Then a captain of the archers explained this sport. In short it was that man should stand against man clad in leather jerkins, and wearing a vizor to protect the face, and shoot at each other with blunt arrows rubbed with chalk, he who first took what would have been a mortal wound to be held worsted.
“I like not blunted arrows,” said Grey Dick; “or, for the matter of that, any other arrows save my own. Against how many must I play? The three?”
The captain nodded.
“Then, by your leave, I will take them all at once.”
Now some said that this was not fair, but in the end Dick won his point, and those archers whom he had beaten, among them Jack Green, were placed against him, standing five yards apart, and blunted arrows served out to all. Dick set one of them on the string, and laid the two others in front of them. Then a knight rode to halfway between them, but a little to one side, and shouted: “Loose!”
As the word struck his ear Dick shot with wonderful swiftness, and almost as the arrow left the bow flung himself down, grasping another as he fell. Next instant, three shafts whistled over where he had stood.

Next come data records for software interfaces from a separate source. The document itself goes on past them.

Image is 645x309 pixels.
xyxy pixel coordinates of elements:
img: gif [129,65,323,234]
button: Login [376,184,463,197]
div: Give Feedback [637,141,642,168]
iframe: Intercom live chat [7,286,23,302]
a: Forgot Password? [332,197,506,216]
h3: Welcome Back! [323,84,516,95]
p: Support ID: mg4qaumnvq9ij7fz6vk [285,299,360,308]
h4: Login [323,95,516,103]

But his found its mark on the body of him at whom he had aimed, causing the man to stagger backward and throw down his bow, as he was bound to do, if hit.
Next instant Dick was up again and his second arrow flew, striking full and fair before ever he at whom it was aimed had drawn.
Now there remained Jack Green alone, and, as Dick set the third arrow, but before he could draw, Jack Green shot.
“Beat!” said Dick, and stood quite still.
At him rushed the swift shaft, and passed over his shoulder within a hairbreadth of his ear. Then came Dick’s turn. On Jack Green’s cap was an archer’s plume.